Extremely drug resistant tuberculosis (XDR-TB) no longer has to be a looming fatal diagnosis, even for those in resource-poor settings. This according to the recent results from a study conducted in Peru from 1999-2002.

The study found that over 60% of XDR-TB patients who were not co-infected with HIV were cured after receiving a majority of their personalized treatment at home or in community-based settings.

“It’s essential that the world know that XDR-TB is not a death sentence,” says lead author Carole Mitnick, from Harvard Medical School. “As or even more importantly, our study shows that effective treatment does not require hospitalization or indefinite confinement of patients.”

Extremely drug resistant TB is not only resistant to the first-line anti-TB drugs, like multi-drug resistant TB is, but XDR-TB is also resistant to the two most important second line drugs.

During the study 810 patients whose TB treatment was previously unsuccessful received individualized drug treatments and additional services as needed, such as surgery and nutritional support. Each individual’s regimen included five or more drugs to which the infected strains were likely to respond, based on the susceptibility results for 12 anti-TB drugs.

At the end of treatment, 60.4% of the XDR-TB patients were cured.

“It is important for people to understand that this ambulatory form of treatment exists, is successful, and can be widely implemented in resource-poor settings,” says Mitnick.

The study is published in the August 7 edition of the New England Journal of Medicine.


Please give back the lines from the line containing "pixels, height=818 pixels." through the end of the listing below, exactly as written and without pictures.

##############################

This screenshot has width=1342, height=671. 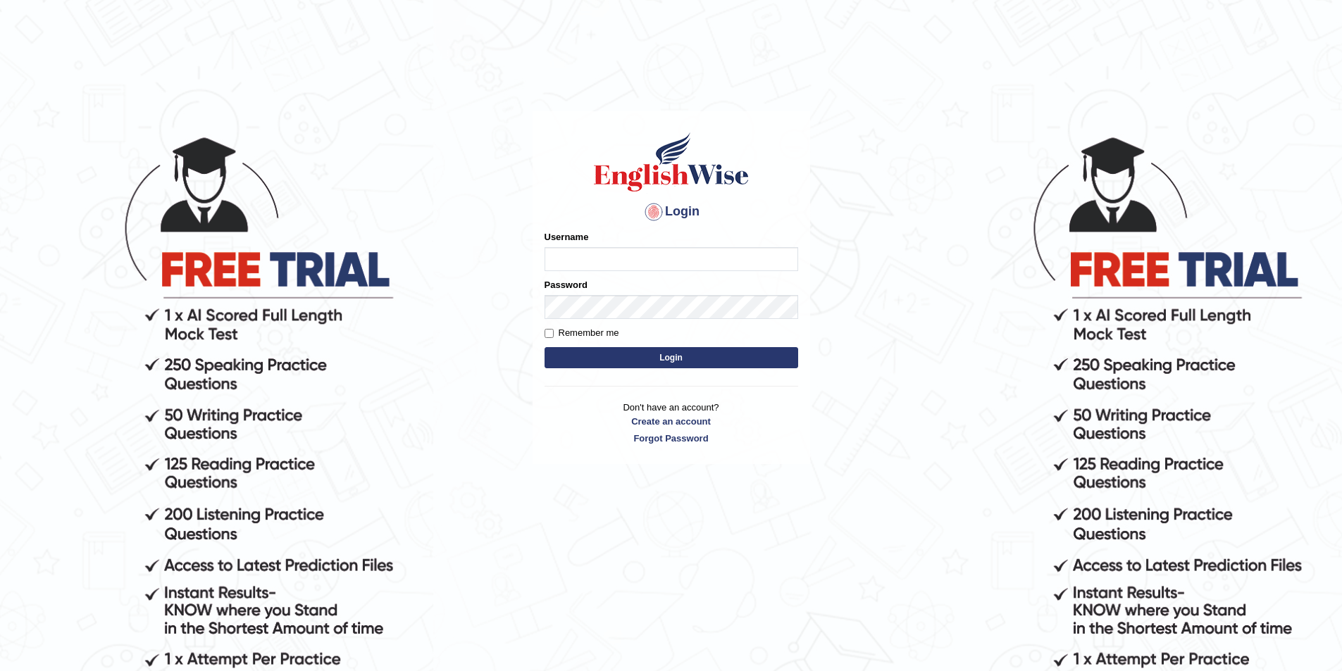 What do you see at coordinates (671, 162) in the screenshot?
I see `img: Logo of English Wise sign in for intelligent practice with AI` at bounding box center [671, 162].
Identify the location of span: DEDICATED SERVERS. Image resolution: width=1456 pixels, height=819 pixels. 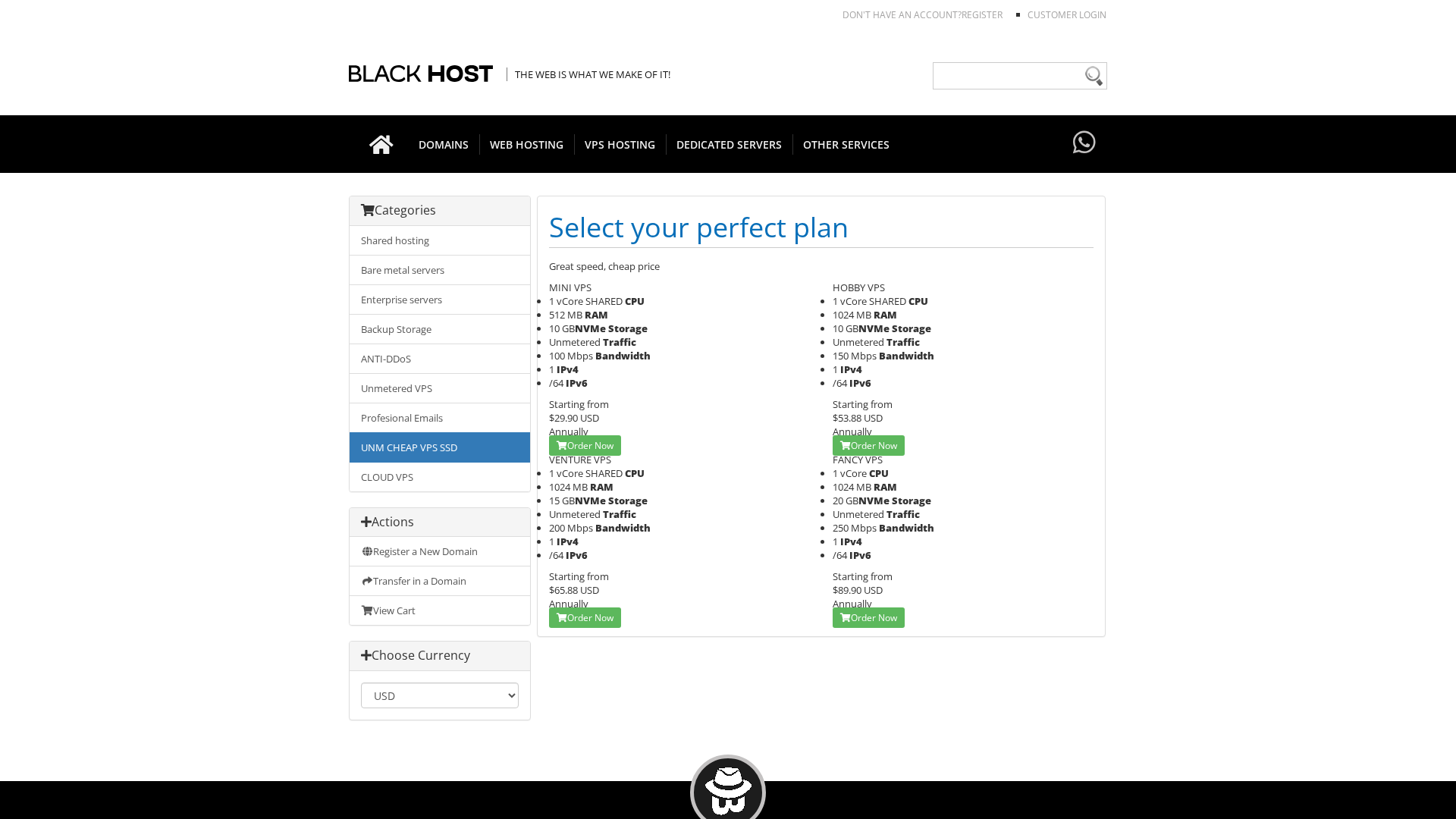
(730, 144).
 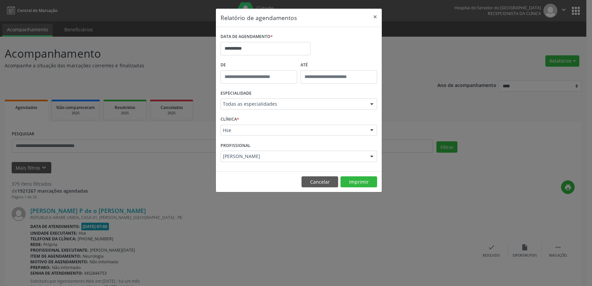 What do you see at coordinates (259, 65) in the screenshot?
I see `label: De` at bounding box center [259, 65].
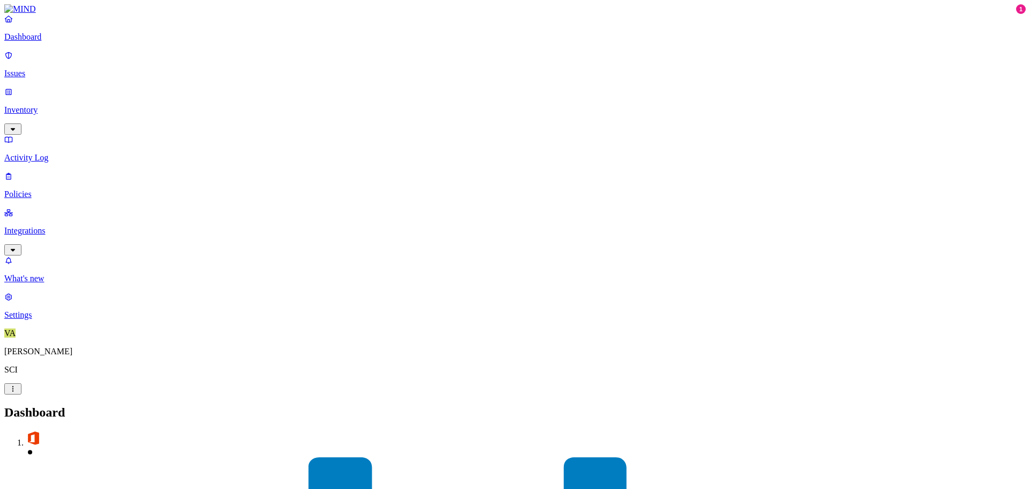 This screenshot has height=489, width=1030. I want to click on p: Issues, so click(515, 73).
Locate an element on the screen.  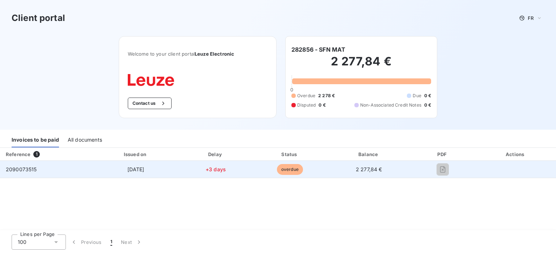
span: Disputed is located at coordinates (306, 105).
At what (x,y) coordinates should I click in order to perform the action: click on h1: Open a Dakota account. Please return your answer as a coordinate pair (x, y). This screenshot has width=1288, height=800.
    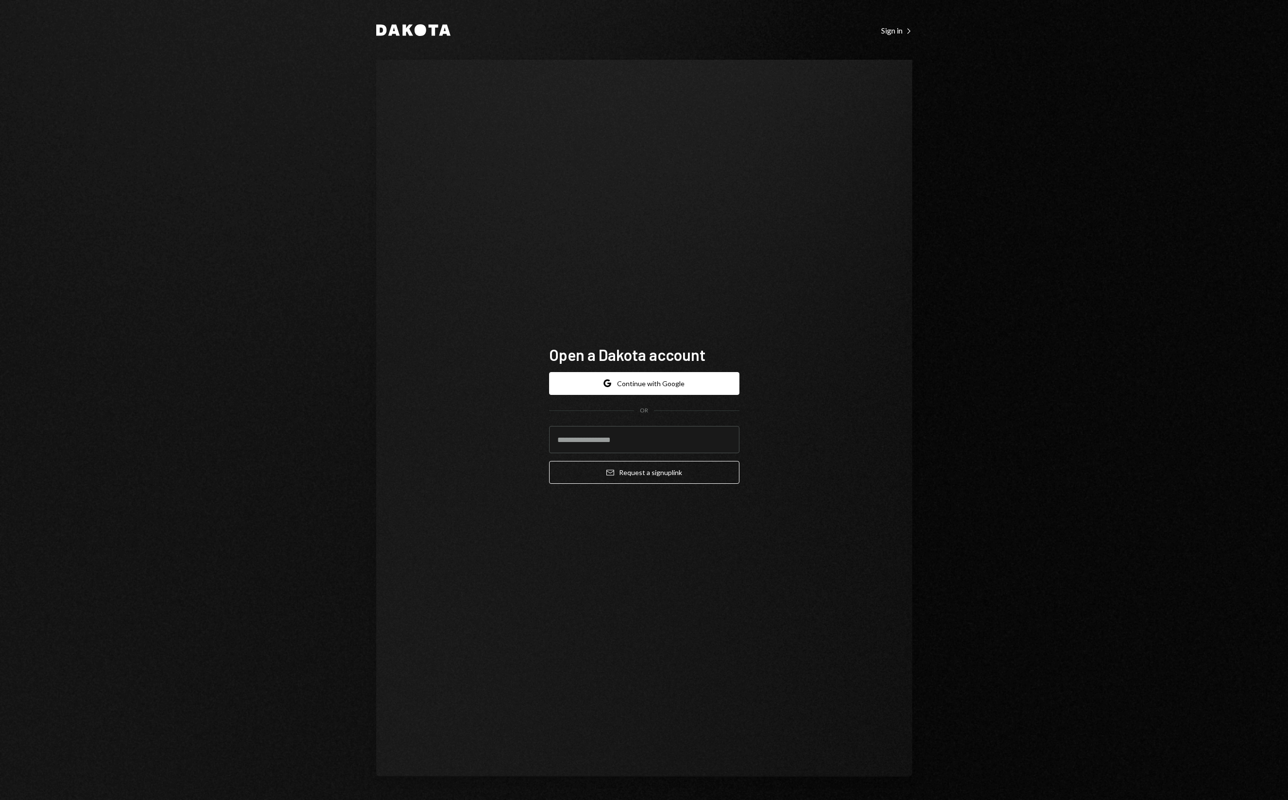
    Looking at the image, I should click on (644, 354).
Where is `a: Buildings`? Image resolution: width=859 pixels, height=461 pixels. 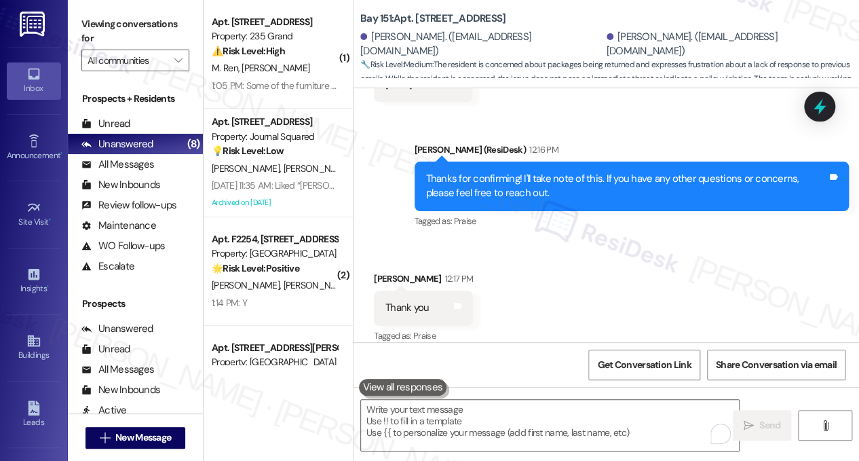
a: Buildings is located at coordinates (34, 348).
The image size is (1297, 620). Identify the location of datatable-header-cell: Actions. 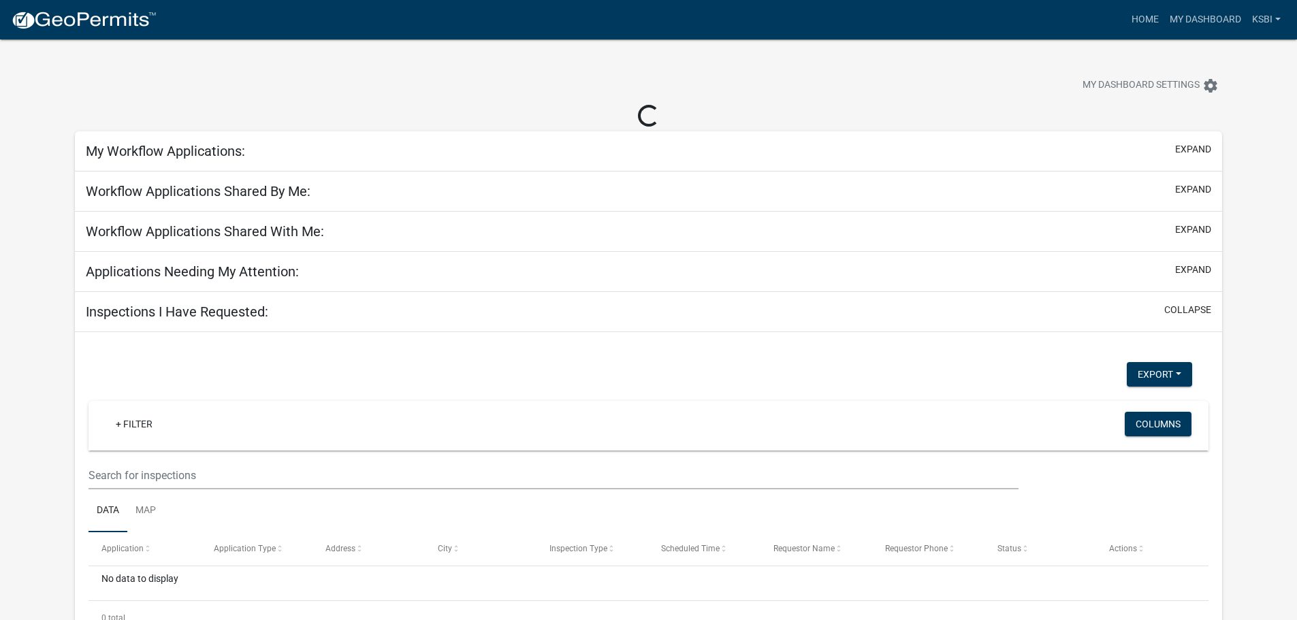
(1152, 549).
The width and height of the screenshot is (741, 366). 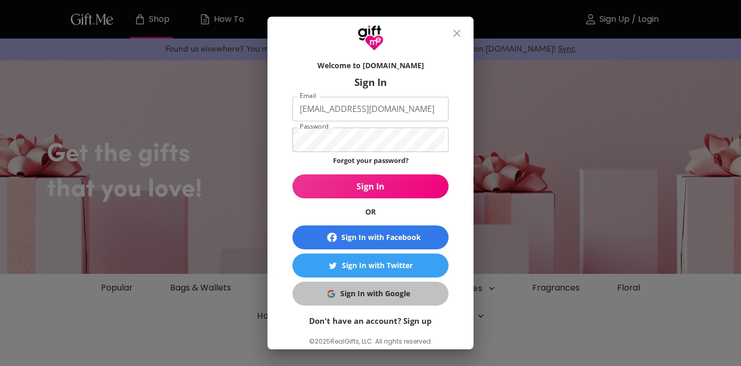 I want to click on div: Sign In with Twitter, so click(x=377, y=265).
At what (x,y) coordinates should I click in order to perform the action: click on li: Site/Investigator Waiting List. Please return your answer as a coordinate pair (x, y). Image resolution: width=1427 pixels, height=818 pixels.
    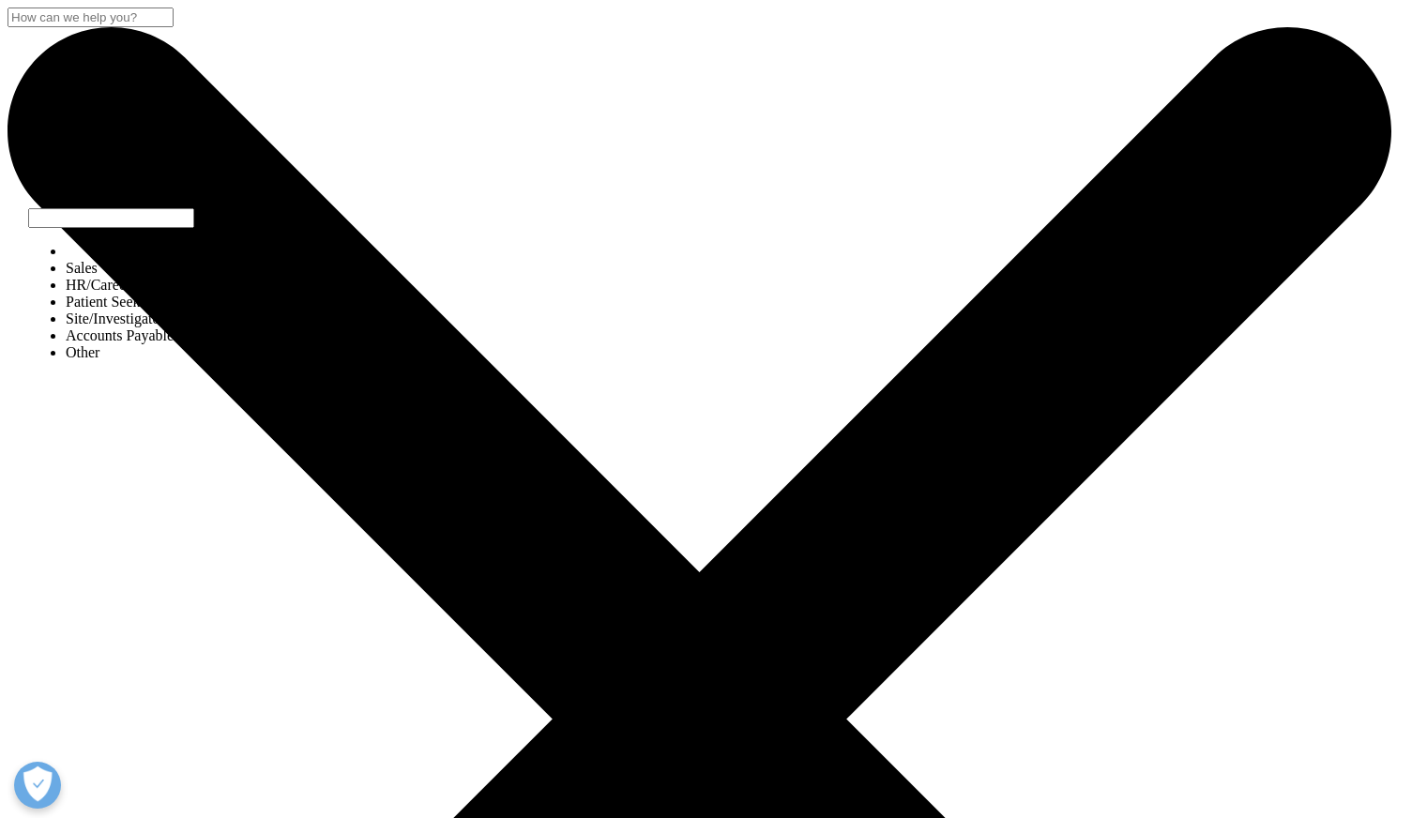
    Looking at the image, I should click on (157, 319).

##############################

** Problem solution **
At what (x,y) coordinates should I click in order to perform the action: click on li: Site/Investigator Waiting List. Please return your answer as a coordinate pair (x, y). Image resolution: width=1427 pixels, height=818 pixels.
    Looking at the image, I should click on (157, 319).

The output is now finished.